Lawrence Joseph
Lawyerland
What Lawyers Talk About When They Talk About Law
Farrar, Straus & Giroux, 192 pp., $ 22
Years ago, a local Los Angeles television station hit upon a brilliant sweeps-week protootion for its news broadcast. While the other stations were airing lurid five-part series on child pornography and satanic cults, it broadcast a weeklong feature titled, simply, “Meet the Nielsen Families.”
The ratings were, of course, phenomenal.
Lawrence Joseph’s new book, Lawyerland, occupies a similar market niche. It’s a book about lawyers — how they talk, how they complain, how they eat – – and at $ 22 a throw, it’s the kind of book you give to a recent law-school graduate (surely the latespring publication date is no accident?) or to your lawyer dad for Father’s Day, or, if you’re really unlucky, to the Alan Dershowitz in your life.
The book is subtitled, with remarkable chutzpah, “What Lawyers Talk About When They Talk About Law,” which suggests that somehow, despite the Simpson trial, Greta Van Susteren, Court TV, John Grisham, Jones v. Clinton, Anita Hill, the Menendez defense, L.A. Law, and Alan Dershowitz, we aren’t getting an accurate picture of what lawyers talk about when they talk about law. Apparently, according to Joseph, they have a few more things they’d like to share.
Joseph has gathered a collection of characters — composites, he tells us, of real New York lawyers — who talk about their careers and the law in pretty much non-stop monologues, punctuated here and there by a bit of description or an interjection by the author. The book is “truthful rather than factual,” Joseph declares in a note to the reader. “The names, circumstances, and characteristics of the persons and places portrayed have been changed,” he writes, adding that “those readers who are also lawyers will especially appreciate why.” As if it takes three years of law school to ” especially appreciate” why you wouldn’t want your actual name associated with this: “I don’t remember having to watch myself all the time, the way I have to now. Take documents for example. You’ve got lawyers telling clients to destroy documents — they implicate their clients in the fraud. There are clients who want their lawyers to commit fraud, so the lawyers are in it with them. Billing. It’s worse than ever. Maybe I shouldn’t say worse.”
Or this:
“What’s a ‘zoid?
“Short for sleazoids. Even the personal-injury ‘zoids who make a hell of a lot more than we do hate our asses. We at least have clients who actually pay us. Can you imagine your livelihood depending on how braindead a brain-dead baby is? There’s a term I heard the other day — a “cancer misdiagnosis case.” “Please, Lord, won’t you send me a cancer misdiagnosis case!”
Or this: “In the eighties, there’d be guys who’d bill whole days when they were out [with] call girls . . . everybody knew it, no one cared, there was so much money flying around.”
Memo to self: Review next attorney’s bill very carefully.
The anonymous quality, though, is what keeps the book moving along. Lawyers, when speaking for attribution, are remarkably pompous. Freely rifting, as they do here, on the law, justice, billing, and society in general, they sound a lot like the rest of us: profane, cynical, funny, incoherent. Joseph is a snappy writer, and his sense of pace is terrific — when a character gets boring or too intense he’s hustled off stage and a new one is trotted on. And the cast of characters — a bitter black barrister, a sardonic female judge, a huckster corporate lawyer, a foulmouthed criminal defense attorney — are good choices for this sort of thing, much better than the slim pickings available in, say, Washington, D.C. That Lawyerland would have been a very different book. It’s hard to imagine anything juicy coming from, for example, an intellectual-property attorney, an environmental-rights lawyer, a former congressman, and a guy from the Natural Fibers Council. Joseph picked the right city — New York — and the right lawyers.
But Lawyerland, for all its Mametstyle rat-a-tat dialogue and “tough guy” diction, is pretty pointless. It’s not really about “what lawyers talk about when they talk about law”; it’s about “what colorful New Yorkers talk about when they’re trying to be colorful.”
The book was sitting on my coffee table when a lawyer friend of mine dropped by. He picked up the book and scoffed. “Looks boring,” he said. But he didn’t put it down. He flipped through it for a few minutes, trying to keep up his end of our conversation, but getting distracted. “Mind if I borrow this?” he finally asked. “Go ahead,” I said, knowing that “borrow,” in the lawyer’s lexicon, means “keep forever.”
Lend Lawyerland to the Dersh in your life. It will take him three billable hours to read, and the price of the book is probably deductible.
Rob Long, a contributing editor of National Review, is a writer-producer for television whose new series, “George and Leo,” premieres on CBS this fall.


Copy, word for word, the lines of the entries below between the one with "In order to click on button: One-Time" and the one with "This screenshot has width=1385, height=716.", inclusive, and leave out everything else.

--- --- ---

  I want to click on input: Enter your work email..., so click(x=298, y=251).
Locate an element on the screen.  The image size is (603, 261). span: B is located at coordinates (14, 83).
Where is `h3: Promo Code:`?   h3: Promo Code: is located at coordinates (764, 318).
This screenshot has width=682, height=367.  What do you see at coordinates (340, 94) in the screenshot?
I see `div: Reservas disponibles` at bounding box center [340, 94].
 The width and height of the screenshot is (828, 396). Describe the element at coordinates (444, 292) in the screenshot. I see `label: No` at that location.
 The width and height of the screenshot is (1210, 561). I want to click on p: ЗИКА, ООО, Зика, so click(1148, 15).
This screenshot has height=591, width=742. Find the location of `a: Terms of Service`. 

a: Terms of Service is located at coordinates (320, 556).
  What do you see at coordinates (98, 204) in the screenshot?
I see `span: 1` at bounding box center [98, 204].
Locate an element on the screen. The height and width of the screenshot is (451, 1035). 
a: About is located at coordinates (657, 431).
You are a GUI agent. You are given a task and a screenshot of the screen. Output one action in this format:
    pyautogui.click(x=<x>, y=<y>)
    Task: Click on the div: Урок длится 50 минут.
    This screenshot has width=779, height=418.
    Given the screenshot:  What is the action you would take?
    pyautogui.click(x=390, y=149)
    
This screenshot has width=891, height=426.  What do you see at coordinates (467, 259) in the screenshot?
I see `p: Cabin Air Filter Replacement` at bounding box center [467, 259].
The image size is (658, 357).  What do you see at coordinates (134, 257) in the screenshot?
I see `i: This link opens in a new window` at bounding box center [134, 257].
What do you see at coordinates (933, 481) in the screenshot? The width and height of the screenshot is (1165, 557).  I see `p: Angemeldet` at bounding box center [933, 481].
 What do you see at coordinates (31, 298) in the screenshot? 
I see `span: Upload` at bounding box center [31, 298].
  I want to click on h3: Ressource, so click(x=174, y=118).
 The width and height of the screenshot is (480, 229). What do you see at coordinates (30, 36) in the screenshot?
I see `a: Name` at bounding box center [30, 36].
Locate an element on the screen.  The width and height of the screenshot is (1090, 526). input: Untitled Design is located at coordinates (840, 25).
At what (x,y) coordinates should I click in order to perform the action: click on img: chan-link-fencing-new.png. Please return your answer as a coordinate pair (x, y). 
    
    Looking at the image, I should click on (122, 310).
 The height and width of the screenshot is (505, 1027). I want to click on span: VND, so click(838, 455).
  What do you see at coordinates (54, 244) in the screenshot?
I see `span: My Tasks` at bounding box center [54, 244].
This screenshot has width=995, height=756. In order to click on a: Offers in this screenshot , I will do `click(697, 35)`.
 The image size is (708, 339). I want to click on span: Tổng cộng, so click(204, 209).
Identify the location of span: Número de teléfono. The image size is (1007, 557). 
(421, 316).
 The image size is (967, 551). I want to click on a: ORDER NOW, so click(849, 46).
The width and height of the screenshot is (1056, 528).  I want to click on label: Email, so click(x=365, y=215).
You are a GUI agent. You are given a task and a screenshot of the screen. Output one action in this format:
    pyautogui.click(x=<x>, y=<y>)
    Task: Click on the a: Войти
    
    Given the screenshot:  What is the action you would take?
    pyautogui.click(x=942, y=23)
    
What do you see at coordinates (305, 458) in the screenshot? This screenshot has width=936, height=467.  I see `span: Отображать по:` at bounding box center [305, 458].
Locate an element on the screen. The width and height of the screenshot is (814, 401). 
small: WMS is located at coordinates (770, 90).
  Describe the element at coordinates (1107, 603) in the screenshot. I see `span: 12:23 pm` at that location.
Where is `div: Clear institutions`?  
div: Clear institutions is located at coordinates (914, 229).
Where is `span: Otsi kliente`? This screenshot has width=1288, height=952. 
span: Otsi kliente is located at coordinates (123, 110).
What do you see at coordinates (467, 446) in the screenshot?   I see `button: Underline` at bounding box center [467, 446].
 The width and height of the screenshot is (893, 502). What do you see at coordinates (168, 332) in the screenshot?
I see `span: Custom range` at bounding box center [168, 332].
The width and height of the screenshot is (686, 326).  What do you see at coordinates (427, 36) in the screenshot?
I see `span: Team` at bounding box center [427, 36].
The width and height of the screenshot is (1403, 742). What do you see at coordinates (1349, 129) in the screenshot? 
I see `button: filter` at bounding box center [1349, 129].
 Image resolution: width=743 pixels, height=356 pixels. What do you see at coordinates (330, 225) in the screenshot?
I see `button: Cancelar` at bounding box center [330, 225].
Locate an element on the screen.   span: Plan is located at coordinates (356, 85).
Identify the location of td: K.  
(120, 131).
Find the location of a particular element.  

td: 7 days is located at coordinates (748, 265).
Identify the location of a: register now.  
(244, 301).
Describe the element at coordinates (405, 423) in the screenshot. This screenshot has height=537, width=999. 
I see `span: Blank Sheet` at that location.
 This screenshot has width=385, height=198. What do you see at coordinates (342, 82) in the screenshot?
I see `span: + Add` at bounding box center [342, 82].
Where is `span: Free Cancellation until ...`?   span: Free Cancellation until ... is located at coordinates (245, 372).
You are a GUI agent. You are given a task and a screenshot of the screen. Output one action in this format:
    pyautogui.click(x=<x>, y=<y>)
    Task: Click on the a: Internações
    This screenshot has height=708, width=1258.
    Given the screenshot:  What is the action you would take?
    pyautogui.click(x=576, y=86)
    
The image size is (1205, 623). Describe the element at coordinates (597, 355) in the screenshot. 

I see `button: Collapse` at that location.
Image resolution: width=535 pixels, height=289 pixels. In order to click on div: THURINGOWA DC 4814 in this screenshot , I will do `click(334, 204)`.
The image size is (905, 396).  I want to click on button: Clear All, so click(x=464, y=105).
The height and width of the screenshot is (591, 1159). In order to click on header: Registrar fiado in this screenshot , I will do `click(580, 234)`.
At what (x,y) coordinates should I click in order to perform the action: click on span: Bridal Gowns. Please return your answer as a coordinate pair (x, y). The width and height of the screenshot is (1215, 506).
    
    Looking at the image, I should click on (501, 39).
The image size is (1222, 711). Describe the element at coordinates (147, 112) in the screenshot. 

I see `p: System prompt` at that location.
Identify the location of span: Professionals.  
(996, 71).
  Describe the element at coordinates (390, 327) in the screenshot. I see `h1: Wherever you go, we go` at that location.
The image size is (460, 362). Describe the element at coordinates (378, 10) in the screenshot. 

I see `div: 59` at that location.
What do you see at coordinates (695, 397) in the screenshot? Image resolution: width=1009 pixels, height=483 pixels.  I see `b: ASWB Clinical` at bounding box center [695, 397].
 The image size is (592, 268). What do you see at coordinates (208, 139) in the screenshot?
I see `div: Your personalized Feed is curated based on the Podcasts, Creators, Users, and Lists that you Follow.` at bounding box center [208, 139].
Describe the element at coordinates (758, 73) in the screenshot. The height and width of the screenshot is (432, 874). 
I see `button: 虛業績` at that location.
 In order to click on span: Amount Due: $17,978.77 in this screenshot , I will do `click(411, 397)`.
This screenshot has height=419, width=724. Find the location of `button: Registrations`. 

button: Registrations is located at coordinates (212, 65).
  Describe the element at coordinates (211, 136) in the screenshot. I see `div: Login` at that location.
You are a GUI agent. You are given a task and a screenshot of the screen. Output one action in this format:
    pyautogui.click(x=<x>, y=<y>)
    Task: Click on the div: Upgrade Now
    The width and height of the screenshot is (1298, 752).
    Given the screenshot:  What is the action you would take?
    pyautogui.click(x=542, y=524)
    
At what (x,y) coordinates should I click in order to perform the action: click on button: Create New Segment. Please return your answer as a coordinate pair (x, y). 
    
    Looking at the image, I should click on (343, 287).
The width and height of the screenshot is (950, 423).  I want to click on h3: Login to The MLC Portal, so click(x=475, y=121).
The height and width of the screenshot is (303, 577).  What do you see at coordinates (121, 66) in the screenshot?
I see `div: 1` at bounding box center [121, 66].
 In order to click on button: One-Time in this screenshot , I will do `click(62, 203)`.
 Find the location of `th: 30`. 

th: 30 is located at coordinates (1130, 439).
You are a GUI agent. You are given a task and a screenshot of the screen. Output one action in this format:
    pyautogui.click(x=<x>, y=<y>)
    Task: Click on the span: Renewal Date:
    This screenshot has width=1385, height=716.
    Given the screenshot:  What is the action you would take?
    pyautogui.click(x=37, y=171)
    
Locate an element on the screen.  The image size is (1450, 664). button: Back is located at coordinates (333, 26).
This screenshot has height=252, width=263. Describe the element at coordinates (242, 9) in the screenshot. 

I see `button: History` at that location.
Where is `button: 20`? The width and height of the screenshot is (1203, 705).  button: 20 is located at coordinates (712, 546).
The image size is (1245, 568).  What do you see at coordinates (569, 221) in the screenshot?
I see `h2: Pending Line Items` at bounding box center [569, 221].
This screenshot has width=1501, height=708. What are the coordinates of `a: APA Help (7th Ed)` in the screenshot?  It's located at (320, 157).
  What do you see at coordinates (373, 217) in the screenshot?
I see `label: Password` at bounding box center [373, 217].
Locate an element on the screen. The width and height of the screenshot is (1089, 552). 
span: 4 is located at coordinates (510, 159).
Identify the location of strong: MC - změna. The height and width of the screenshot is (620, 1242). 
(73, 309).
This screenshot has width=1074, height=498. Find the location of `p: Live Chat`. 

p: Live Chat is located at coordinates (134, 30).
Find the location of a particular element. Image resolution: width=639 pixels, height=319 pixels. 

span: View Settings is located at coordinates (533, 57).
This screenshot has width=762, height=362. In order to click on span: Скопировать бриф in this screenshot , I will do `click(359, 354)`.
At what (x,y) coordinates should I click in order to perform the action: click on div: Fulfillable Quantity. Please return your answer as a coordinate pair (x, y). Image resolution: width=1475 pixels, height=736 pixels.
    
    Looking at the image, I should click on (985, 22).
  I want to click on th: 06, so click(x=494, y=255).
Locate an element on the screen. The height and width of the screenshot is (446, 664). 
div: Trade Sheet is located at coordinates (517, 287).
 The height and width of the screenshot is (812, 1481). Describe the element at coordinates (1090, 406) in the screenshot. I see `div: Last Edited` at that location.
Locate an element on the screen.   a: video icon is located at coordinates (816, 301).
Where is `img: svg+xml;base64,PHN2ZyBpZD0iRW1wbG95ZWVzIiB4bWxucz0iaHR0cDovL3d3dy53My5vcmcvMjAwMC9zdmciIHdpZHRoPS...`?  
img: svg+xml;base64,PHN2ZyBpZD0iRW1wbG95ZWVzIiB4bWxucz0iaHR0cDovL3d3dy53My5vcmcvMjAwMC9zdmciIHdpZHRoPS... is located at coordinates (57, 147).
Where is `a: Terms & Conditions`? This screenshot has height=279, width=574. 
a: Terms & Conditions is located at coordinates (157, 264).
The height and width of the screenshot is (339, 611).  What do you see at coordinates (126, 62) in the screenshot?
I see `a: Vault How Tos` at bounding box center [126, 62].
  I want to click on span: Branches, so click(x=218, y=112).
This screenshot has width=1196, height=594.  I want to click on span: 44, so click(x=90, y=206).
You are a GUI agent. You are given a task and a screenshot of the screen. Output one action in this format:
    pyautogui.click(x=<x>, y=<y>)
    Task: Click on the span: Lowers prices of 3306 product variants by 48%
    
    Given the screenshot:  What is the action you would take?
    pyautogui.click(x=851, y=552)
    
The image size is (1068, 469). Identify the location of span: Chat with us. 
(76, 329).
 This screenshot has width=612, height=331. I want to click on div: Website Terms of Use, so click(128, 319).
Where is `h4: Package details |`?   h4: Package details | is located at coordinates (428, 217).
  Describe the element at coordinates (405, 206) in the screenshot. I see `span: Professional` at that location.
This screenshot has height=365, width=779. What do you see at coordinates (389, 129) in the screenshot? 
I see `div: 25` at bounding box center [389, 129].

--- --- ---

# RESPONSE TO THIS EXERCISE
 In order to click on button: One-Time in this screenshot , I will do `click(62, 203)`.
 Find the location of `th: 30`. 

th: 30 is located at coordinates (1130, 439).
You are a GUI agent. You are given a task and a screenshot of the screen. Output one action in this format:
    pyautogui.click(x=<x>, y=<y>)
    Task: Click on the span: Renewal Date:
    This screenshot has width=1385, height=716.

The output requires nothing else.